Friday, April 16, 2010

Michael Brown's Pyrrhic Victory

The Homeland Security Act of 2002, Public Law 107-296, eliminated the organizational name FEMA and all PAS positions in FEMA as constituted one day before its effective date of March 1, 2003. The statute was enacted on November 25, 2002.
The organization known previously as FEMA became the Emergency Preparedness and Response Directorate headed by Michael Brown as the Under Secretary.

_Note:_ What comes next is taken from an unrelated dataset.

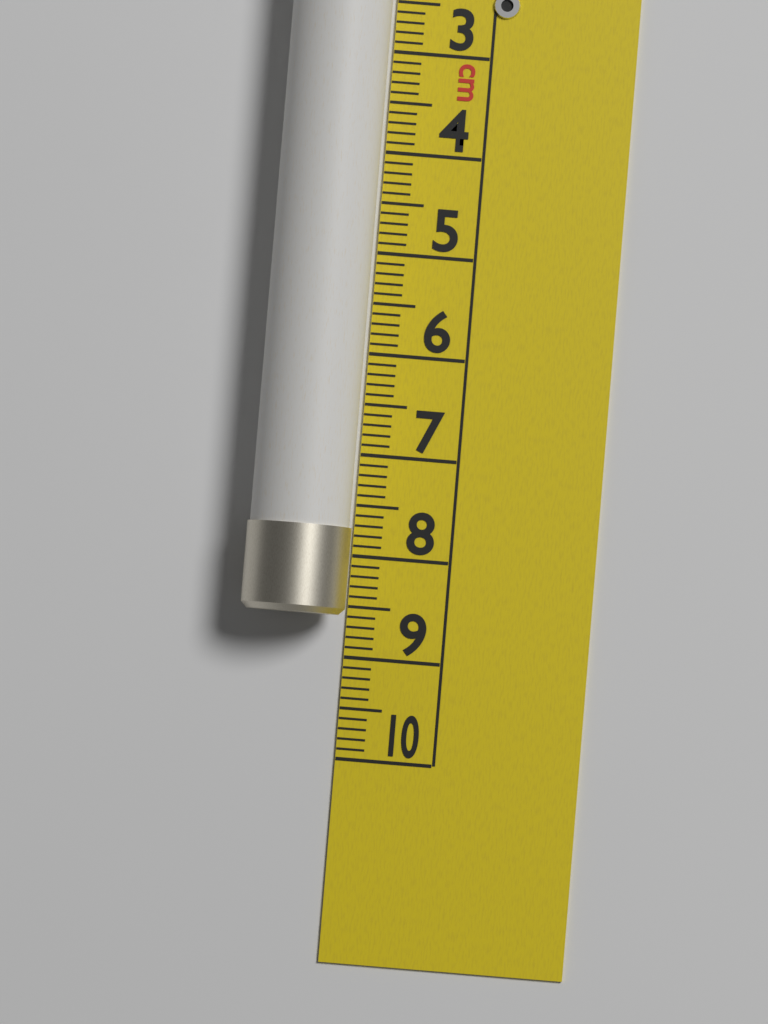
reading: 8.6 cm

He was never confirmed in this position because of a saving provision in the Homeland Security Act that allowed prior PAS (Presidentially appointed Senate confirmed) appointees to hold positions in the newly created DHS. Michael Brown had been confirmed by the US Senate as the Deputy Director of FEMA and thus became the Acting Director when Joseph Allbaugh resigned just before the startup of DHS. We (the interested public) still do not know exactly what occurred in the bureacratic infighting over the former FEMA. We do know the newly created EP&R Directorate created huge confusion over the ending of the FEMA brand. To some degree this ended unofficially with the issuance of an important memo by Michael Brown on August 3. 2003 allowing the use of the FEMA name for the EP&R Directorate. There is however no indication that Secretary Thomas Ridge formally concurred in this memorandum and it had no legal force and effect. Thus, perhaps all actions of the so-called FEMA before FEMA was subdivided into two directorates by the 2SR reorg adopted by Secretary Chertoff require legal ratificiation. The 2SR reorg was approved in the annual DHS appropriations law but it was substantially reversed by PKEMA of 2006, effective March 31, 2007.

Copies of the FEMA name memo are available from this blogger.
And of course we now know the FEMA name survived bureacratically even though Michael Brown did not.